Bulletin of the Art Institute of Chicago, vol. 72, no. 1 (January-February, 1978), pp. 1-5.
Lousie Berge and Warren G. Moon, “An Etruscan Votive Head in the Classical Collection,” Bulletin of The Art Institute of Chicago 72, 1 (January-February, 1978), pp. 2-5.
Steven George Smithers, “The Typology and Iconography of Etruscan Terracotta Curotrophic Votives: The Heads and Bambini,” (Ph.D. diss., University of Iowa, 1988), pp. 61-63, 67, 69, 96, 266, and 291-92 (cat. no. 22).
Richard De Puma, “Ancient Art at The Art Institute of Chicago,” The Art Institute of Chicago Museum Studies 20, 1 (1994), pp. 60, 61 (ill.).

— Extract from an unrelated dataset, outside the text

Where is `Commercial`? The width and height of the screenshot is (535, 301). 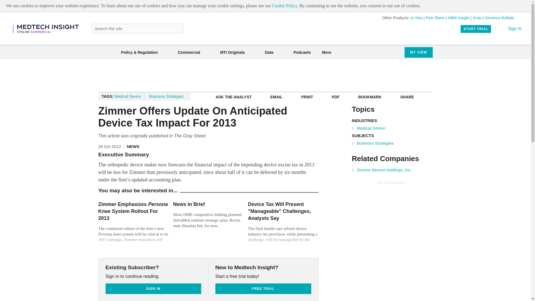 Commercial is located at coordinates (189, 52).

The Art Institute of Chicago, “Etruscan Art” in Family Self-Guide, (Chicago: Art Institute of Chicago, 1994).
Karen Alexander, “The New Galleries of Ancient Art at the Art Institute of Chicago,” Minerva vol. 5, no. 3 (May/June, 1994), p. 31, fig. 8.
Art Institute of Chicago, The Human Figure in Early Greek Art, A Preview, Part One, Gallery 101A, September 1, 1988 – May 24, 1989.
Art Institute of Chicago, Ancient Art Galleries, Gallery 156, April 20, 1994 - February 6, 2012.
Art Institute of Chicago, Of Gods and Glamour: The Mary and Michael Jaharis Galleries of Greek, Roman, and Byzantine Art, Gallery 152, November 11, 2012 - present.
Matthias Komor, New York; sold to the Art Institute of Chicago, 1975.